How Intuit Compressed Months of Compliance Work Into Hours
Intuit took a process that ate months and compressed it into hours. Not through some miracle algorithm.
Intuit took a process that ate months and compressed it into hours. Not through some miracle algorithm. Through a discipline of where to put AI into a workflow, and more importantly, where not to.
Here is what actually happened. Tax code changes arrive every year. Someone has to translate those changes into software. Traditionally, this meant armies of developers and compliance analysts doing careful, repetitive, high-stakes work. The bottleneck was not laziness. It was the nature of regulated work: every step needs a human checkpoint. Speed and safety felt mutually exclusive. So delivery managers accepted months-long cycles and planned around them.
Intuit automated the repetitive parts—pattern matching, code generation, boilerplate implementation—while keeping humans inside the decisions that mattered: validation, edge cases, audit-trail sign-off. The result compressed timeline, but more importantly, it revealed something project managers in regulated industries need to understand: AI does not eliminate the need for control. It eliminates the need for busywork before the control gate.
If you manage projects in banking, healthcare, insurance, or any compliance-heavy function, this distinction changes how you resource and schedule delivery. You have probably built timelines assuming that a process takes months because of the complexity. Sometimes the real reason is that the complex parts are buried under layers of manual prep work that humans have to finish before the actual decision-making can start.
The Intuit playbook has three moves.
First, map the work ruthlessly. Where are the actual decision points? Where is human expertise actually required? Intuit's tax team identified that developers could generate candidate implementations from the tax code specification, but only compliance analysts could validate whether the implementation matched intent. That validation was the real bottleneck, not the generation. So they asked: what if we remove everything before validation?
Second, insert AI at the busywork gates, not the judgment gates. Intuit used AI to turn tax regulations into structured code candidates that could be reviewed, not to decide whether those candidates were correct. The human still made the judgment. The human just did not have to spend three weeks building the candidate first. This distinction matters for your stakeholders. When you say "we are using AI to review compliance requirements," you will get pushback. When you say "we are using AI to generate review candidates so compliance can focus on judgment," you get alignment.
Third, build the audit trail into the workflow from the start. Regulated teams worry about AI hallucination, inconsistency, and defensibility. Intuit did not solve this by waiting for perfect AI. They solved it by making the human review nonnegotiable and building every step so that a regulator could trace the decision path. This means: every AI output gets logged. Every human review gets documented. Every override gets recorded. If you cannot explain why a decision was made this way, do not use AI in that step.
Here is the practical implication for your projects right now. Find one process that currently takes weeks and is mostly people doing repetitive work with a final review step. Budget and forecasting cycles often qualify. Compliance documentation. Requirements rollup. Status aggregation. Any place where you have junior staff preparing data for senior staff to judge.
Ask yourself: of that timeline, what percentage is busywork and what percentage is actual decision-making? If you answer honestly, you will find that a three-week process might be one week of decisions and two weeks of prep. That is where AI moves the needle. Not on the decisions. On the prep.
The workflow is straightforward. Define the decision gate clearly—what must a human review for the output to be valid? Generate AI candidates that feed into that gate. Lock the process so that nothing moves past the gate without human sign-off. Document both the AI output and the human judgment. Use that documentation to refine the AI prompts the next cycle.
Your first experiment should take four weeks and involve one small, bounded process. Pick something that is painful but not mission-critical. Something where you have a clear definition of "done." Something where you can run it both ways—the old way and the AI-assisted way—and compare.
Do not wait for AI to be perfect. Do not wait for your leadership to ask. Do not redesign your entire delivery process. Run the pilot. Count the hours saved. Count the errors caught. See what the validation step actually looks like when you remove the preparation friction. That evidence will be worth more to your skeptical stakeholders than any case study about someone else's company.
The question that matters is not whether AI can do your work. The question is: What is your team actually doing that looks like complexity but is actually just volume? Find that. Automate it. Keep your people at the judgment gate.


> [What the task asks]
The expected answer is the data below, printed verbatim without its pictures.

[Recorded data]
--- START ---
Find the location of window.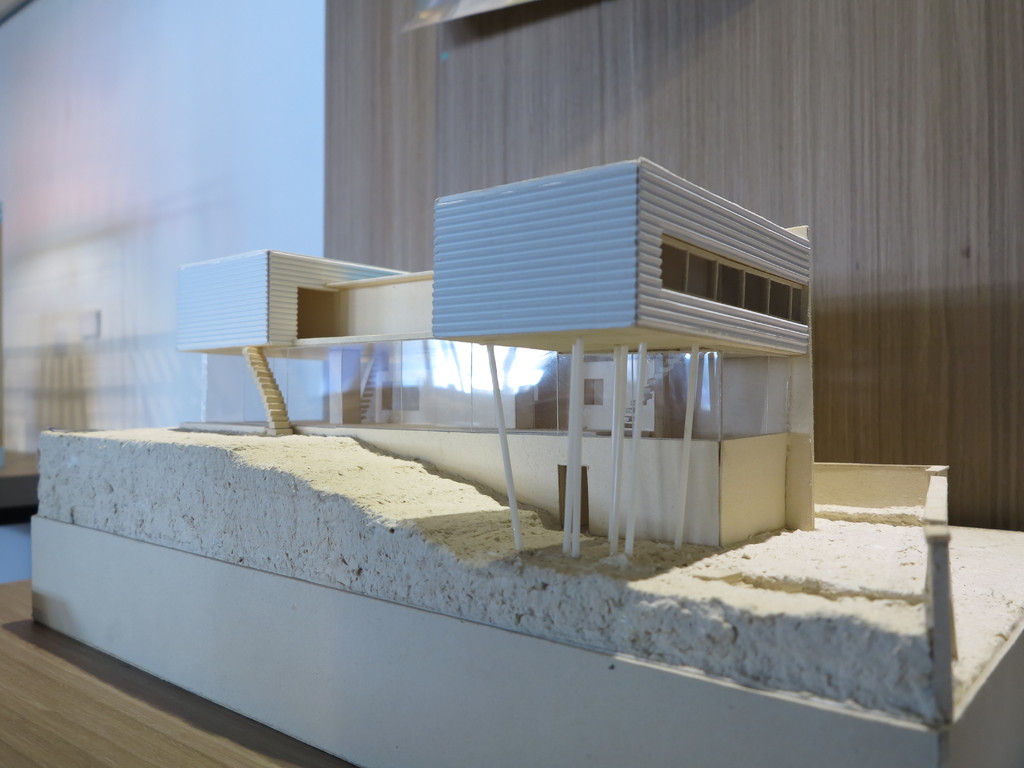
Location: crop(575, 380, 606, 406).
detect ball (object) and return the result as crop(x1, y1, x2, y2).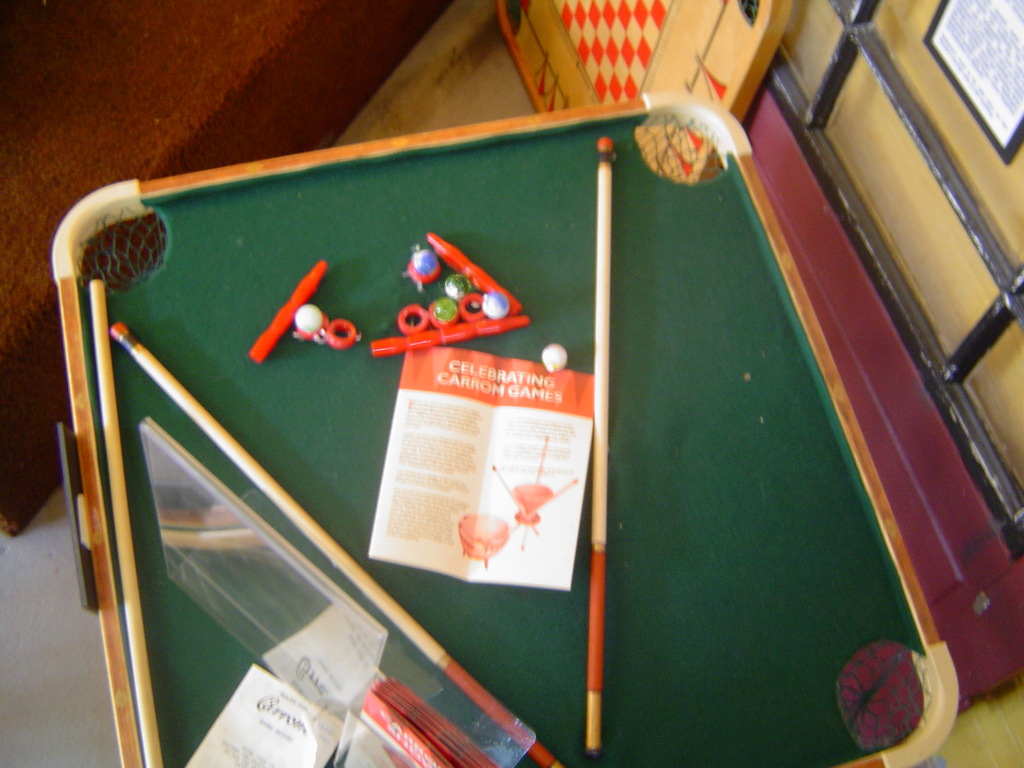
crop(483, 294, 508, 317).
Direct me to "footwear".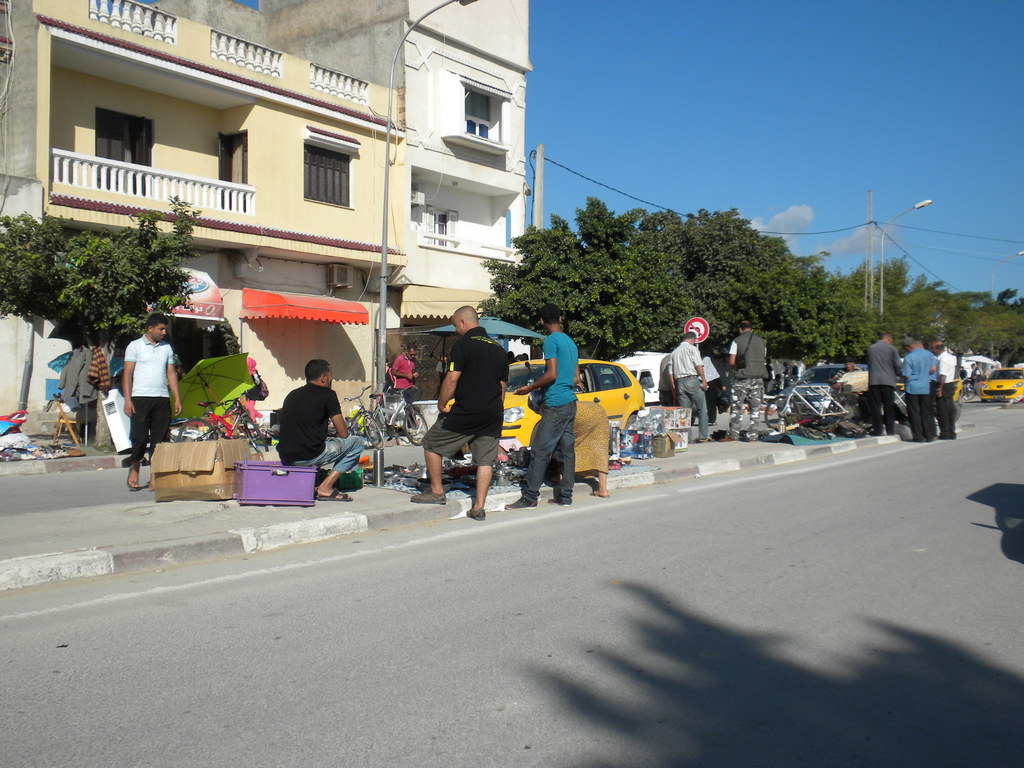
Direction: 125 467 139 492.
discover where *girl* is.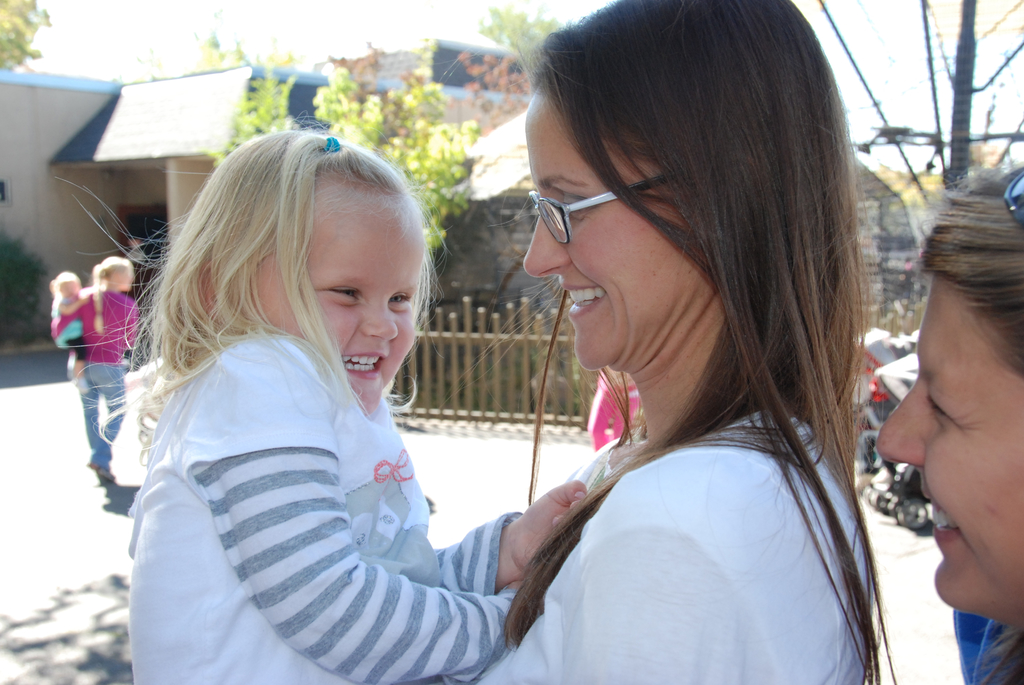
Discovered at <region>877, 157, 1023, 684</region>.
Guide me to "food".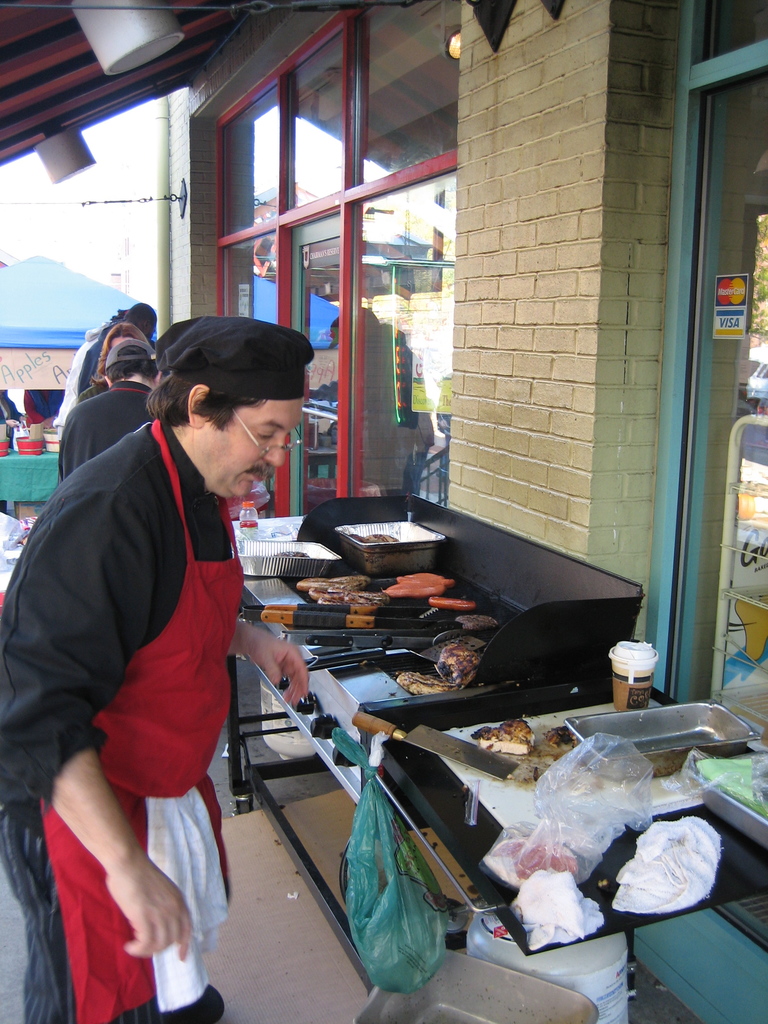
--- END ---
> [Task answer]
Find the location of window.
Location: crop(575, 380, 606, 406).
detect ball (object) and return the result as crop(x1, y1, x2, y2).
crop(483, 294, 508, 317).
Direct me to "footwear".
Direction: 125 467 139 492.
discover where *girl* is.
Discovered at <region>877, 157, 1023, 684</region>.
Guide me to "food".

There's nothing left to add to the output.